Our Two-Faced Economy
On one hand, the U.S. economy of the past few years has been great— for investors, banks, and the young affluent types propelling the new tech boom. On the other hand, progress for the middle class is all but absent (not to mention the lower class). Sooner or later, one hand is going to cut the other hand off.
This is, to a large extent, the real economy vs. the Wall Street economy dynamic, rolling on. For those in the investment and capital class, the post-recession era has been amazing: a once-in-a-generation stock market rally, and a continuing triumph of money over fear. The people who've been predicting doom since 2008 are still waiting. Wall Street is getting rich in the meantime. And even as all the big banks have announced staggering profits this week, they have also leaned in harder against proposed new regulations designed to mitigate, just a little bit, their ability to collectively destroy the global economy. They are still too big to fail, and they're quite satisfied to keep it that way. Along with the young and affluent class pouring money into real estate and a resurgence of house-flipping across America, all we need is a nice big dose of subprime loans to put us all right back in 2006.
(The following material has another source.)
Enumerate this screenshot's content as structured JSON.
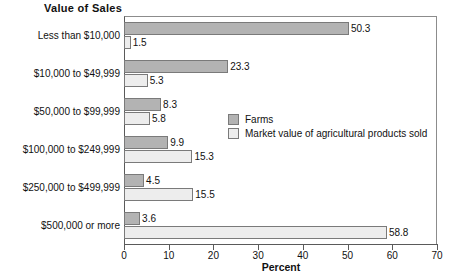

Not to worry, though; nobody's dumb enough to start handing out free money to the poors again, just yet. The prospects of the middle class, after all, are not looking as bright as those of Wall Street. They're moving in the opposite direction, in fact:
Data from spring show that median earnings — those of the worker smack in the middle of the middle class — have fallen 4 percent since the recession ended, after adjusting for inflation... researchers warned that wage growth is likely to decelerate “long after the unemployment rate has returned to more normal levels.”
The answer, of course, is socialism enforced by a staunchly progressive tax code— a solution which should appeal equally to the impoverished underclass who want a living wage and to members of the enriched overclass who do not want to have all of their possessions stolen from them by an impoverished mob. But the American public may not be ready for that just yet. So let's start with Glass-Steagall, and work our way up from there.